State Rep. Gary Click (R-Vickery) spent months telling voters he wasn’t worried about his Republican primary challenger. Now, with six days until the May 5 election, he’s holding a pre-primary rally, sending urgent fundraising appeals, and warning supporters that a “strangest alliance” of enemies is working to defeat him.
Click’s campaign sent a mass email on Tuesday with the subject line “Primary Voter Rally,” characterizing the final stretch of the race in increasingly defensive terms.
“It’s less than a week before the primary, and it’s getting crazy out there!” Click wrote. “I’m getting attacked by conspiracy theorists on the right, liberals on the left, and liberals pretending to be conservatives.”
Click also pointed to a Facebook post — embedded in the email itself — in which a social media user called on Democrats and independent voters to pull a Republican ballot to vote him out. “While the post seen below completely mischaracterizes me, it does show you the depths to which Democrats will stoop to win in November, even crossing over to vote for a weak Republican in our primary,” Click wrote. “Shame on them!”
The urgent tone is a marked departure from Click’s posture throughout much of the campaign.

When former U.S. Senate candidate Mark Pukita commented on Facebook that Click “really has his panties in a wad” over the primary challenge from Eric Watson, Click replied directly: “You’re funny, Markie. Not concerned at all.”
When the Fremont News-Messenger asked about Watson’s campaign, Click said: “You move to the right of Gary Click and you’re in the ditch.” And when Watson called for public debates, Click dismissed the idea: “It’s always the guy losing that wants the debate. They are trying to grift off of the leader’s name ID.”
In March, Click’s campaign sent a fundraising email acknowledging that “this is a tough primary” — the first public signal that the race had tightened — and hosted a campaign kickoff in Clyde featuring Ohio House Speaker Matt Huffman, State Treasurer Robert Sprague, and Majority Whip Nick Santucci. U.S. Sen. Bernie Moreno, who had originally been announced as the event’s headliner, did not appear.

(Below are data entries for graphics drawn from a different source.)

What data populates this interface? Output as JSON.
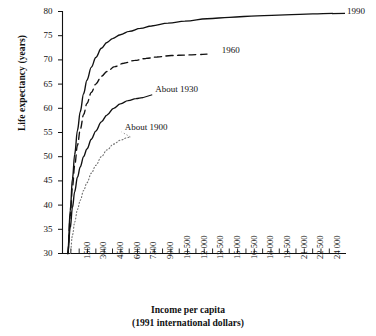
{
  "chart_data": {
    "type": "line",
    "title": "",
    "xlabel": "Income per capita",
    "xlabel_sub": "(1991 international dollars)",
    "ylabel": "Life expectancy (years)",
    "xlim": [
      0,
      25500
    ],
    "ylim": [
      30,
      80
    ],
    "grid": false,
    "legend_position": "inline-end-of-line",
    "x_tick_labels": [
      "1500",
      "3000",
      "4500",
      "6000",
      "7500",
      "9000",
      "10 500",
      "12 000",
      "13 500",
      "15 000",
      "16 500",
      "18 000",
      "19 500",
      "21 000",
      "22 500",
      "24 000"
    ],
    "x_tick_values": [
      1500,
      3000,
      4500,
      6000,
      7500,
      9000,
      10500,
      12000,
      13500,
      15000,
      16500,
      18000,
      19500,
      21000,
      22500,
      24000
    ],
    "x_minor_tick_count": 32,
    "y_tick_labels": [
      "30",
      "35",
      "40",
      "45",
      "50",
      "55",
      "60",
      "65",
      "70",
      "75",
      "80"
    ],
    "y_tick_values": [
      30,
      35,
      40,
      45,
      50,
      55,
      60,
      65,
      70,
      75,
      80
    ],
    "series": [
      {
        "name": "1990",
        "label": "1990",
        "style": "solid",
        "color": "#111111",
        "label_x": 24600,
        "label_y": 79.6,
        "x": [
          480,
          700,
          900,
          1100,
          1350,
          1600,
          1900,
          2200,
          2600,
          3000,
          3500,
          4000,
          4500,
          5200,
          6000,
          7000,
          8000,
          9500,
          11000,
          13000,
          15000,
          17500,
          20000,
          22500,
          24300
        ],
        "y": [
          30.0,
          39.0,
          45.5,
          50.5,
          55.5,
          59.3,
          63.0,
          65.8,
          68.5,
          70.5,
          72.4,
          73.6,
          74.4,
          75.2,
          75.9,
          76.5,
          77.0,
          77.6,
          78.0,
          78.5,
          78.8,
          79.1,
          79.3,
          79.5,
          79.6
        ]
      },
      {
        "name": "1960",
        "label": "1960",
        "style": "dashed",
        "color": "#111111",
        "label_x": 13250,
        "label_y": 71.5,
        "x": [
          480,
          700,
          900,
          1100,
          1350,
          1600,
          1900,
          2200,
          2600,
          3000,
          3500,
          4000,
          4700,
          5500,
          6500,
          7500,
          8500,
          9800,
          11000,
          12200,
          13000
        ],
        "y": [
          30.0,
          37.8,
          43.8,
          48.2,
          52.4,
          55.6,
          58.7,
          61.0,
          63.3,
          65.0,
          66.6,
          67.6,
          68.6,
          69.3,
          69.9,
          70.3,
          70.6,
          70.9,
          71.0,
          71.1,
          71.2
        ]
      },
      {
        "name": "About 1930",
        "label": "About 1930",
        "style": "solid",
        "color": "#111111",
        "label_x": 7800,
        "label_y": 62.6,
        "x": [
          480,
          700,
          900,
          1100,
          1350,
          1600,
          1900,
          2200,
          2600,
          3000,
          3500,
          4000,
          4600,
          5200,
          5900,
          6600,
          7200
        ],
        "y": [
          30.0,
          35.4,
          39.6,
          42.8,
          45.8,
          47.9,
          50.0,
          51.6,
          53.6,
          55.3,
          57.2,
          58.6,
          60.0,
          60.9,
          61.6,
          62.0,
          62.2
        ]
      },
      {
        "name": "About 1900",
        "label": "About 1900",
        "style": "dotted",
        "color": "#6f6f6f",
        "label_x": 5050,
        "label_y": 55.0,
        "x": [
          700,
          900,
          1100,
          1350,
          1600,
          1900,
          2200,
          2600,
          3000,
          3500,
          4000,
          4600,
          5200,
          5800,
          6100
        ],
        "y": [
          30.0,
          33.8,
          36.5,
          39.1,
          41.0,
          43.0,
          44.6,
          46.6,
          48.2,
          50.0,
          51.4,
          52.6,
          53.4,
          53.9,
          54.1
        ]
      }
    ]
  },
  "axes": {
    "y_axis_title": "Life expectancy (years)",
    "x_axis_title_line1": "Income per capita",
    "x_axis_title_line2": "(1991 international dollars)"
  }
}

Tuesday’s email included a “Donate Today!” button three separate times and announced a pre-primary rally set for Friday, May 1, from 5 to 7 p.m. at Fremont Airport, Hangar 1, 365 State Route 53, Fremont. The event, called “Rich’s Rally for Votes,” is co-hosted with Richard J. Farmer II, a Republican candidate for Sandusky County Commissioner, along with other local conservative candidates.
Attempts to reach Click’s campaign for comment were unsuccessful.

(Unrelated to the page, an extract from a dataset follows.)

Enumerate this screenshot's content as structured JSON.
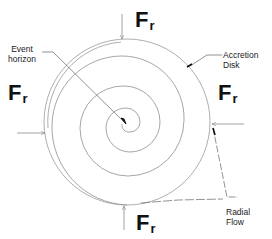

Watson: ‘I’m approachable. I listen.’
Watson, in a statement to TiffinOhio.net, said Click’s messaging reflects a campaign under pressure.
“Many months ago, he said he wasn’t concerned at all about my entry into this race,” Watson wrote. “Now he’s urgently asking for a May 1st rally and still pushing for donations this late.”

Watson declined to accept Click’s framing that crossover voters are driving his primary challenge.
“He’s also leaning on the idea that Democrats are crossing over as a big psyop against him,” Watson wrote. “What I’m seeing on the ground is different. I’m approachable. I listen to people’s concerns. I don’t brush things off as conspiracies or ‘liberal propaganda.’ I take the time to hear voters out, even when we don’t fully agree, and that matters.”
Watson added: “I’ve had plenty of conversations across the board, and people respond to being heard. As I’ve been saying, we may not see 100% eye to eye on everything, but if we come together and work toward what’s best for the district, we’re going to be just fine.”
Jones focuses on jobs and costs as Republicans fight over ideology
While Click and Watson spend the final days before the primary trading accusations and debating the loyalty of their supporters, the Democratic candidate in the race has kept his focus elsewhere.
Aaron Jones — a U.S. Army veteran, production supervisor at Toledo Molding & Die in Tiffin, and Tiffin City Councilman — has built his campaign around the economic concerns facing working families in Seneca and Sandusky counties: jobs, cost of living, property tax relief, and funding for public schools.

Jones, who has worked at Toledo Molding & Die for more than 20 years, has a direct personal stake in one of the district’s most pressing economic stories. The company — which operates a plant in Tiffin employing more than 400 workers — has been the subject of active sale discussions following announcements of potential closure. Jones has spoken publicly about the uncertainty facing his coworkers and has made manufacturing job security a central part of his platform.
Jones is running unopposed in the May 5 Democratic primary and will advance directly to the November 3 general election, where he will face whichever Republican emerges from Tuesday’s contest. National veterans organization VoteVets has endorsed his campaign.
“I’ve spent over 20 years on the factory floor, I’ve served my country, and I serve my neighbors on City Council,” Jones said in a statement earlier this month. “I’m running because the people of District 88 deserve a representative who understands what it takes to make ends meet — not someone beholden to out-of-state special interests.”
The May 5 primary is the deciding contest for the Republican nomination. Polls open at 6:30 a.m. and close at 7:30 p.m.